As we celebrate the second year of Clergy for New Drug Policy, this is a good time to bring us all up-to-date on the central issue that lies at the heart of our work. Our mission is to seek a “health not punishment” response to drug policy. We will be successful when all non-violent, low-level drug users are not treated as criminals and steered to treatment if they are struggling with addiction. One nation does this with great success. Sixteen years ago, Portugal decriminalized all drugs, not just marijuana. Police refer all non-traffickers to “dissuasion commissions”, consisting of a doctor, social worker, and a lawyer. Selling drugs is still against the law. If the user is deemed a recreational user, the commission issues a small fine, or perhaps community service; in other words, a civil sanction.

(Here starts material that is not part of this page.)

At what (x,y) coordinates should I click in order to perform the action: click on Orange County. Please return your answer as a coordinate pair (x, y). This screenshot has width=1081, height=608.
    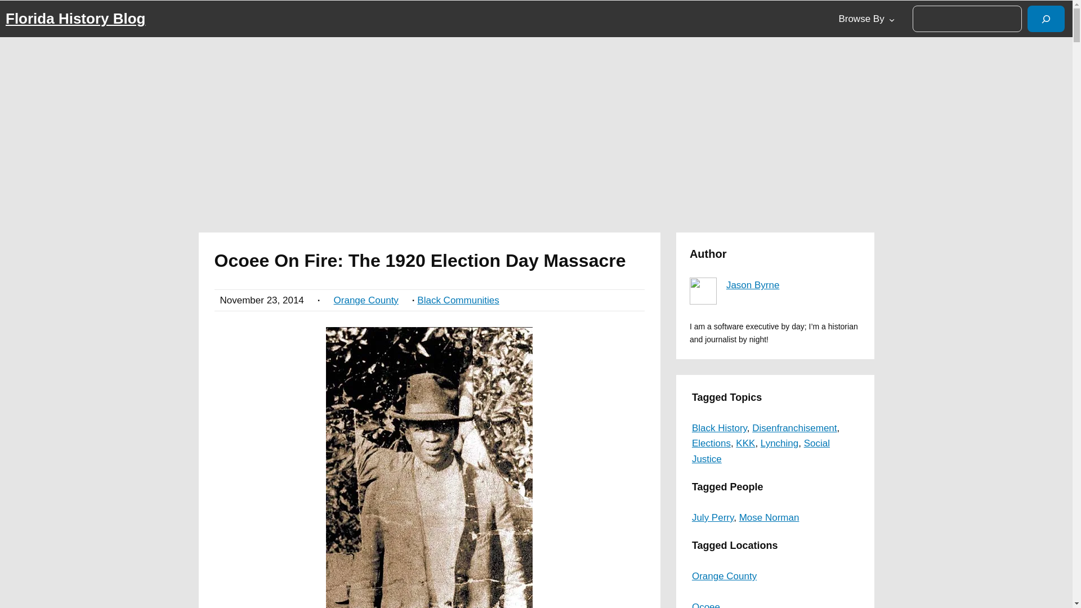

2016: The Year of the Scapegoat

Rev. Alexander E. Sharp Protestant Perspectives, Reflections

Regardless of our politics, surely we can agree that 2016 was a brutal year.   What made it so ugly were the steady expressions of hatred against every imaginable group  – African Americans, Mexicans, Muslims, Middle-Eastern refugees, Asians, LGBTQs – and a litany of others.  It is not an exaggeration to brand 2016 as “The Year of the Scapegoat.”   We use here theologian René Girard’s definition of scapegoating: “the strange process through which two or more people are reconciled at the expense of a third party or who appears responsible for whatever ails, disturbs, or frightens the scapegoats.”